Among industrial metals, March copper futures fell 0.3% to $4.0655 a pound. The red metal was pressured by uncertainty over more stimulus measures in China, with focus turning to upcoming inflation data this week for more cues on the world’s biggest copper importer.
Goldman Sachs pushes forward $3,000 gold price forecast
Goldman Sachs on Monday said it now expects gold prices to hit $3,000 an ounce by mid-2026, after the yellow metal did not hit the price target by end-2024.
The investment bank expects gold to end 2025 at around $2,900 an ounce, and expects $3,000 to come later amid slower interest rate cuts by the Fed.
Gold prices gained about 27% in 2024, as they benefited from the Fed cutting interest rates by 1% in the second half of the year.
The yellow metal also saw robust safe-haven demand amid heightened geopolitical tensions in the Middle East and Russia.
But gold lost ground towards the end of the year, pressured by a more hawkish Fed outlook for 2025.
Investing.com-- China’s services sector expanded in December at the fastest pace in seven months supported by higher domestic demand, although export businesses declined, private purchasing managers index data showed on Wednesday.

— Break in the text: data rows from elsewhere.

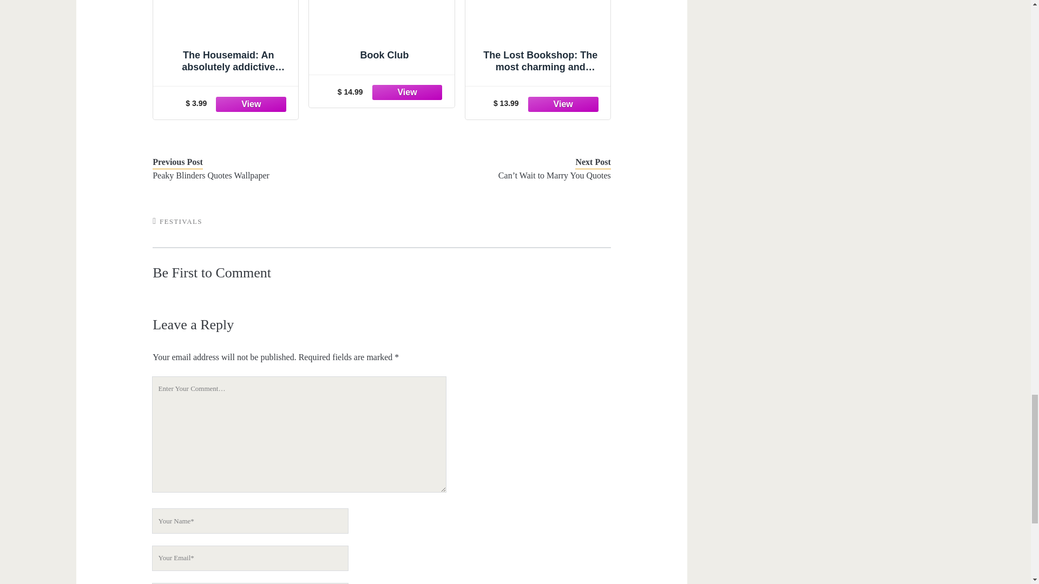  Describe the element at coordinates (257, 175) in the screenshot. I see `Peaky Blinders Quotes Wallpaper` at that location. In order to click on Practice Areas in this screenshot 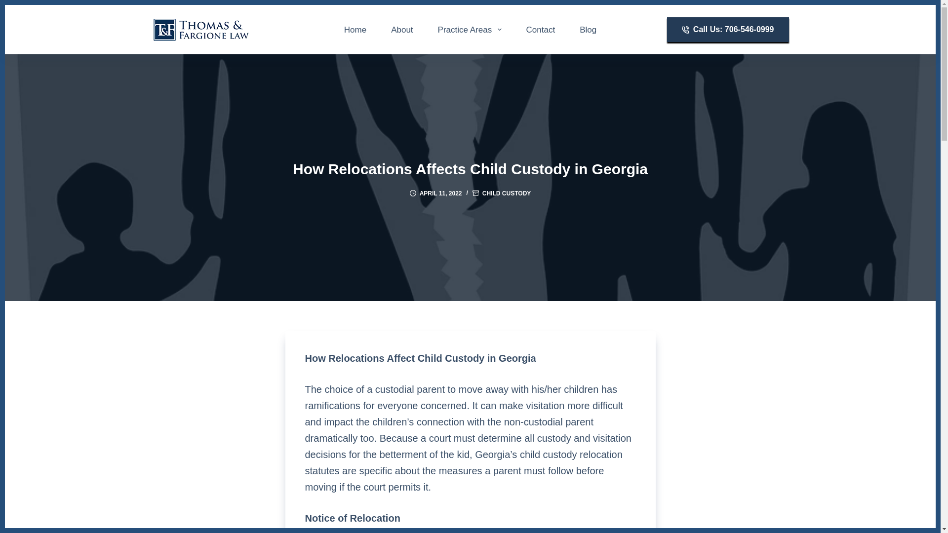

The Caixin services PMI came in at 52.2 in December, compared to expectations for a print of 51.4. The reading was higher than the 51.5 seen in November.
A reading above 50 indicates expansion, with services activity now expanding at its fastest pace since May 2024.
"According to service providers, promotional efforts and better underlying demand supported the latest increase in new sales. Sales growth was notably supported by higher domestic demand as new export business declined for the first time since August 2023 amid softening foreign interest," the Caixin report stated.
Recent PMI data showed the manufacturing sector expanded at a slower than expected pace in December, implying the effect of stimulus measures was waning.
China has committed to implementing more proactive fiscal stimulus measures and adopting moderately looser monetary policies in 2025.
U.S. President-elect Donald Trump has threatened to impose steep import tariffs against the country when he takes office on January 20- a scenario that could herald more economic pressure.
Beijing is expected to roll out more targeted, fiscal stimulus in response to Trump’s tariffs this year. Recent reports suggested that the country will lower interest rates to ramp up fiscal spending, in order to support economic growth.
"Sentiment in the Chinese service sector remained positive at the end of 2024 as firms were generally hopeful that business development efforts and supportive government policies can support sales growth in 2025," the report said.